The series has never really been known for its nuance -- remember Buttstallion? -- but Borderlands 3 is playing with something interesting here. With Handsome Jack, Gearbox explored the classic, well-trod themes of corporate greed and megalomania. But with the Calypsos, the team is attempting to prod at the modern zeitgeist. What is the relationship between influencers and their followers? How responsible are public figures for the actions of their fanbase, and what happens when a “cult of personality” take on the characteristics of a literal cult? Jack inspired hero worship; the Calypsos command worship worship.
While Handsome Jack was perpetually quipping, the Calypso Twins are decidedly more earnest.
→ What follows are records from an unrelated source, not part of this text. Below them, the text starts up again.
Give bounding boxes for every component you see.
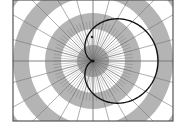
point-marker [91,36,93,38]
polar-plot-canvas [0,0,176,125]
origin-point [91,59,94,62]
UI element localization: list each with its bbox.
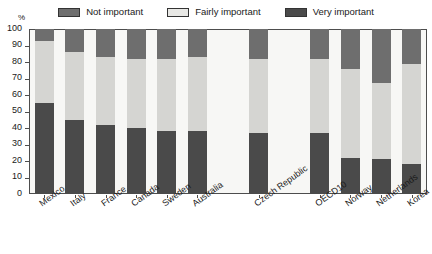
bar-group[interactable] — [157, 29, 176, 194]
bar-group[interactable] — [188, 29, 207, 194]
bar-segment-not-important[interactable] — [341, 29, 360, 69]
bar-segment-fairly-important[interactable] — [402, 64, 421, 165]
bar-segment-very-important[interactable] — [127, 128, 146, 194]
bar-segment-not-important[interactable] — [96, 29, 115, 57]
legend-swatch-not-important — [58, 8, 80, 17]
bar-segment-fairly-important[interactable] — [65, 52, 84, 120]
bar-segment-very-important[interactable] — [249, 133, 268, 194]
bar-group[interactable] — [402, 29, 421, 194]
bar-segment-very-important[interactable] — [157, 131, 176, 194]
bar-stack — [157, 29, 176, 194]
y-axis-unit-label: % — [18, 14, 25, 22]
y-tick-label: 80 — [12, 57, 22, 66]
bar-stack — [372, 29, 391, 194]
bar-segment-fairly-important[interactable] — [35, 41, 54, 104]
bar-group[interactable] — [341, 29, 360, 194]
bar-group[interactable] — [127, 29, 146, 194]
bar-group[interactable] — [65, 29, 84, 194]
bar-stack — [35, 29, 54, 194]
bar-segment-fairly-important[interactable] — [188, 57, 207, 131]
y-tick-label: 70 — [12, 73, 22, 82]
y-tick-label: 60 — [12, 90, 22, 99]
bar-segment-not-important[interactable] — [65, 29, 84, 52]
bar-segment-not-important[interactable] — [35, 29, 54, 41]
bar-segment-not-important[interactable] — [127, 29, 146, 59]
y-tick-label: 10 — [12, 172, 22, 181]
y-tick-label: 90 — [12, 40, 22, 49]
bar-segment-fairly-important[interactable] — [310, 59, 329, 133]
bar-group[interactable] — [372, 29, 391, 194]
bar-segment-fairly-important[interactable] — [96, 57, 115, 125]
bar-segment-not-important[interactable] — [402, 29, 421, 64]
bar-segment-not-important[interactable] — [157, 29, 176, 59]
bar-stack — [402, 29, 421, 194]
bar-segment-very-important[interactable] — [310, 133, 329, 194]
bar-stack — [310, 29, 329, 194]
bar-stack — [249, 29, 268, 194]
bar-segment-fairly-important[interactable] — [372, 83, 391, 159]
bar-segment-fairly-important[interactable] — [157, 59, 176, 132]
bar-group[interactable] — [96, 29, 115, 194]
bar-group[interactable] — [249, 29, 268, 194]
chart-legend: Not important Fairly important Very impo… — [0, 4, 432, 20]
legend-label-fairly-important: Fairly important — [195, 7, 260, 17]
y-tick-label: 20 — [12, 156, 22, 165]
y-tick-label: 0 — [17, 189, 22, 198]
y-tick-label: 40 — [12, 123, 22, 132]
y-tick-label: 50 — [12, 106, 22, 115]
bar-segment-very-important[interactable] — [35, 103, 54, 194]
legend-swatch-very-important — [285, 8, 307, 17]
y-tick-mark — [25, 194, 29, 195]
legend-item-fairly-important[interactable]: Fairly important — [167, 7, 260, 17]
bar-segment-not-important[interactable] — [372, 29, 391, 83]
bar-segment-fairly-important[interactable] — [127, 59, 146, 128]
bar-segment-fairly-important[interactable] — [341, 69, 360, 158]
bar-segment-very-important[interactable] — [65, 120, 84, 194]
bar-segment-not-important[interactable] — [249, 29, 268, 59]
bar-segment-very-important[interactable] — [188, 131, 207, 194]
bar-stack — [341, 29, 360, 194]
y-tick-label: 30 — [12, 139, 22, 148]
legend-label-very-important: Very important — [313, 7, 374, 17]
bar-group[interactable] — [35, 29, 54, 194]
bar-stack — [65, 29, 84, 194]
legend-swatch-fairly-important — [167, 8, 189, 17]
y-tick-label: 100 — [7, 24, 22, 33]
bar-stack — [96, 29, 115, 194]
legend-item-not-important[interactable]: Not important — [58, 7, 143, 17]
bar-group[interactable] — [310, 29, 329, 194]
bar-segment-fairly-important[interactable] — [249, 59, 268, 133]
legend-item-very-important[interactable]: Very important — [285, 7, 374, 17]
bar-segment-very-important[interactable] — [372, 159, 391, 194]
stacked-bar-chart: Not important Fairly important Very impo… — [0, 0, 432, 254]
bar-segment-not-important[interactable] — [310, 29, 329, 59]
bar-stack — [188, 29, 207, 194]
bars-layer — [29, 29, 427, 194]
bar-segment-very-important[interactable] — [96, 125, 115, 194]
bar-segment-not-important[interactable] — [188, 29, 207, 57]
legend-label-not-important: Not important — [86, 7, 143, 17]
bar-stack — [127, 29, 146, 194]
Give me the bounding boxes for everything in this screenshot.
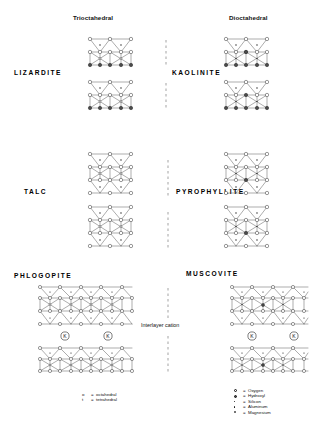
- structure-pyrophyllite-lower: [226, 207, 267, 246]
- magnesium-atoms-lizardite-lower: [99, 101, 122, 103]
- oxygen-atoms-phlogopite: [38, 285, 133, 372]
- aluminum-atoms-pyrophyllite-lower: [235, 226, 257, 227]
- silicon-atoms-kaolinite-upper: [235, 44, 257, 45]
- legend-row-magnesium: = Magnesium: [234, 410, 271, 415]
- silicon-atoms-kaolinite-lower: [235, 87, 257, 88]
- clay-mineral-structure-figure: Trioctahedral Dioctahedral LIZARDITE KAO…: [0, 0, 321, 436]
- magnesium-atoms-talc-upper: [99, 173, 122, 175]
- oxygen-atoms-talc-upper: [88, 152, 132, 194]
- magnesium-atoms-lizardite-upper: [99, 58, 122, 60]
- oxygen-atoms-talc-lower: [88, 205, 132, 247]
- legend-text-magnesium: Magnesium: [248, 410, 271, 415]
- hydroxyl-atoms-kaolinite-upper: [224, 50, 268, 66]
- magnesium-icon: [234, 410, 243, 415]
- structure-pyrophyllite-upper: [226, 154, 267, 193]
- structure-phlogopite-main: [40, 287, 132, 371]
- structure-talc-upper: [90, 154, 131, 193]
- oxygen-atoms-pyrophyllite-lower: [224, 205, 268, 247]
- interlayer-spacing-markers: [166, 40, 168, 372]
- hydroxyl-atoms-muscovite: [262, 304, 265, 367]
- hydroxyl-atoms-pyrophyllite-lower: [244, 231, 247, 234]
- aluminum-atoms-kaolinite-upper: [235, 58, 257, 59]
- aluminum-atoms-pyrophyllite-upper: [235, 173, 257, 174]
- aluminum-atoms-kaolinite-lower: [235, 101, 257, 102]
- legend-text-tetrahedral: tetrahedral: [96, 397, 117, 402]
- hydroxyl-atoms-pyrophyllite-upper: [244, 178, 247, 181]
- legend-symbol-tetrahedral: t: [82, 397, 91, 402]
- oxygen-atoms-muscovite: [230, 285, 305, 372]
- interlayer-cations-phlogopite: K K: [61, 332, 112, 340]
- magnesium-atoms-talc-lower: [99, 226, 122, 228]
- aluminum-atoms-muscovite: [242, 304, 284, 366]
- silicon-atoms-lizardite-lower: [99, 87, 121, 88]
- structure-drawings-canvas: K K K K: [0, 0, 321, 436]
- legend-row-tetrahedral: t = tetrahedral: [82, 397, 117, 402]
- silicon-atoms-lizardite-upper: [99, 44, 121, 45]
- legend-atom-types: = Oxygen = Hydroxyl = Silicon = Aluminum: [234, 388, 271, 415]
- legend-sheet-types: o = octahedral t = tetrahedral: [82, 392, 117, 403]
- hydroxyl-atoms-kaolinite-lower: [224, 93, 268, 109]
- structure-talc-lower: [90, 207, 131, 246]
- interlayer-cations-muscovite: K K: [248, 332, 298, 340]
- oxygen-atoms-pyrophyllite-upper: [224, 152, 268, 194]
- atom-nodes: [38, 37, 305, 372]
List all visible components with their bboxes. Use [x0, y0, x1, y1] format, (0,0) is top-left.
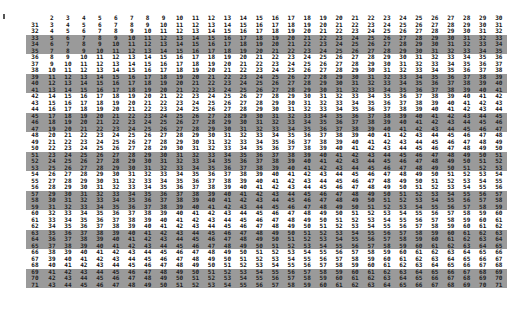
table-cell: 47	[108, 282, 124, 289]
table-cell: 65	[395, 282, 411, 289]
table-cell: 60	[315, 282, 331, 289]
table-cell: 54	[219, 282, 235, 289]
table-cell: 48	[124, 282, 140, 289]
table-cell: 45	[76, 282, 92, 289]
table-cell: 68	[443, 282, 459, 289]
table-cell: 49	[140, 282, 156, 289]
table-cell: 69	[459, 282, 475, 289]
table-cell: 53	[203, 282, 219, 289]
row-label: 71	[26, 282, 44, 289]
table-cell: 46	[92, 282, 108, 289]
table-cell: 59	[299, 282, 315, 289]
table-cell: 44	[60, 282, 76, 289]
table-row: 7143444546474849505152535455565758596061…	[26, 282, 507, 289]
table-cell: 63	[363, 282, 379, 289]
table-cell: 58	[283, 282, 299, 289]
table-cell: 70	[475, 282, 491, 289]
scanned-page: 2345678910111213141516171819202122232425…	[0, 0, 507, 317]
number-table: 2345678910111213141516171819202122232425…	[26, 15, 507, 288]
table-cell: 51	[172, 282, 188, 289]
table-cell: 43	[44, 282, 60, 289]
table-cell: 62	[347, 282, 363, 289]
table-cell: 56	[251, 282, 267, 289]
table-cell: 64	[379, 282, 395, 289]
table-cell: 71	[491, 282, 507, 289]
table-cell: 50	[156, 282, 172, 289]
table-cell: 67	[427, 282, 443, 289]
table-cell: 57	[267, 282, 283, 289]
table-cell: 52	[188, 282, 204, 289]
margin-mark	[3, 14, 5, 19]
table-cell: 55	[235, 282, 251, 289]
table-cell: 66	[411, 282, 427, 289]
table-cell: 61	[331, 282, 347, 289]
Not serious, really, but not glib one-liner machines either. Where Jack espoused a cheerful nihilism, these baddies — like Far Cry’s Joseph Seed or Pagan Min — seem to actually believe in something, Which is an intriguing new direction for the series. What if the subversive shooter’s ultimate subversion is, in fact, sincerity?
Of course, there’s always the distinct possibility that Gearbox’s “Jack is dead” line is a not-so-clever ruse. It wouldn’t be unheard of to bring him back for a fourth round - this is sci-fi, after all, where death is a very malleable concept. Maybe the Children have figured our resurrection, or Rhys isn’t really Rhys and AI-Jack didn’t get deleted as we thought - but that all seems unlikely. If Hyperion had the ability to simply raise Jack from the dead with its existing technology, they wouldn't have gone to all the trouble of creating an AI version of Jack in the first place, and we’d all have much bigger problems than a “new Jack” if the Twins cracked the resurrection code.
So, realistically, we’re back where we started. Jack is dead. And, given the interesting things that Borderlands 3 is doing, that seems like a wonderful, liberating thing for the franchise.